Year-end packages like this are places for optimism, but I’m going to make a sad and gloomy prediction. In 2016, despite all of the exciting, important virtual reality projects and wearable tech experiments on the horizon, American newsrooms will continue to lose hundreds — if not thousands — of jobs.
We know the primary culprits far too well by now, but I’d like to argue here that at least some of this drop is attributable to the fact that we haven’t taken the identification, training, and development of business-side talent seriously enough as an industry. In fact, it seems like we’ve hardly thought about it at all. And until that happens, journalism jobs — the kind that uncover of secrets of presidents and the crimes of priests — will continue to shrink, in 2016 and beyond.
There is a real and troubling talent gap on the business side of news. News publishing (i.e. anything related to making money from news — circulation, advertising, etc.) still largely remains something that people fall into, not something people really seek out. In fact, I don’t think most people know the field actually exists. At Talking Points Memo, a publication known as a training ground for young business-side talent, I’d estimate that the ratio of qualified entry-level editorial applications to qualified entry-level publishing applications we receive is around 200-to-1. Meanwhile, young art enthusiasts pass through the art business program at Sotheby’s and practically claw each other’s eyes out for the opportunity to work on the commercial side of art. Similar paradigms exist on the business sides of music and film.

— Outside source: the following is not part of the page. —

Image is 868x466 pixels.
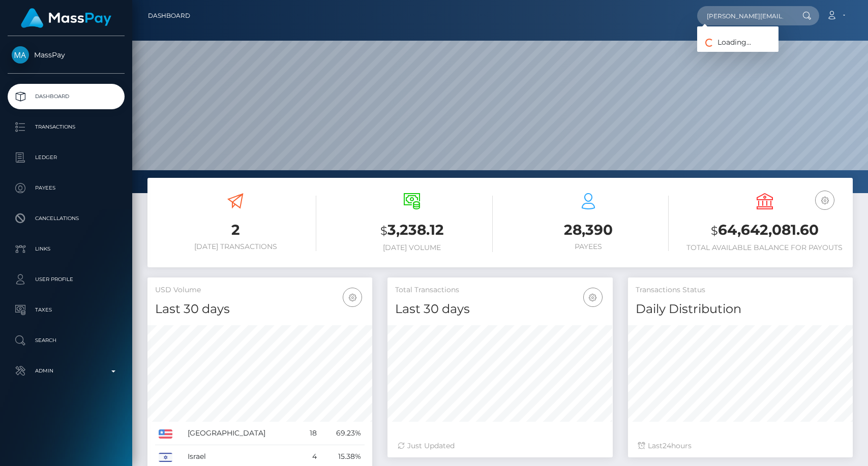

A century ago, we made a commitment to professionalize journalism and erected professional schools to teach skills and instill a common mission at universities like Columbia, Northwestern, and NYU. I’d like to argue that we should make a similar, industry-wide commitment to professionalize the business of news today. After a bloody decade that has left America’s newspaper newsrooms half the size they were at their peak, we are still graduating thousands of students from both undergraduate and graduate editorial programs, and there is not a single major program devoted to the business side of news. Not one. We’ve reinvented journalism school time and time again and have nobly funded countless entrepreneurial journalism fellowships aimed at equipping journalists with basic tech and business skills (“entrepreneurial journalism,” while adjacent, is a different discipline — email me and I’ll explain), but as an industry, we have done very little to identify, pipeline, and train the publishing talent that will be responsible for securing the financial future of news.
What if, inside of Columbia Journalism School, we built Columbia Publishing School? And what if we did the same at Missouri, Northwestern, and Berkeley? What if we decided to pipeline, train, and mentor future publishers, chief revenue officers, circulation directors, and sales chiefs alongside the future journalists we are teaching to code? And what if we knitted it all together with the same spiritual thread — a deep, common commitment to the First Amendment and the Fourth Estate? I’d venture to guess that the future of news could look very different indeed.
2016 is a perfect year to start this conversation. Today, at the healthiest news organizations, the Chinese Wall looks more like a picket fence. Emerging disciplines like product and audience development are starting to blur the lines between the commercial and the editorial sides of news. In the era of distributed content, social media editors are starting to sound more like circulation directors, and content-based advertising requires even the most junior ad salesperson to think like an editorial chief. These are all incredibly encouraging things. Yet we are still an economically troubled industry in which content talent outnumbers business talent 200 to 1.
I could write another 2,000 words on this topic (trust me, if you’ve ever met me at an industry conference or cocktail party, you know this is true), but I’ll hit pause for now. When you read the rest of the predictions in this collection, you’ll see that the future of news is beyond bright. Still, I don’t think anyone doubts that the news industry will continue to experience tremendous financial pressure in 2016.
Without a business plan, there is no freedom of the press. That’s a line I keep on my Twitter bio, and pinned under a magnet on my kitchen fridge. It’s attributable to an Arab Spring-era Egyptian publisher, whose truth-to-power newspaper was shuttered not because of totalitarian repression, but simply because it ran out of cash. As an industry, we know far too well by now that news needs a business plan. But who will make it? Who will strike the deals, construct the financial models, and sell the ads that will keep the lights on in foreign bureaus across the world? I think it’s time for us to have that conversation. So let me toss my little penny into this fountain, and make the hopeful prediction that 2016 is the year that we start.
Amanda Hale is vice president at Talking Points Memo.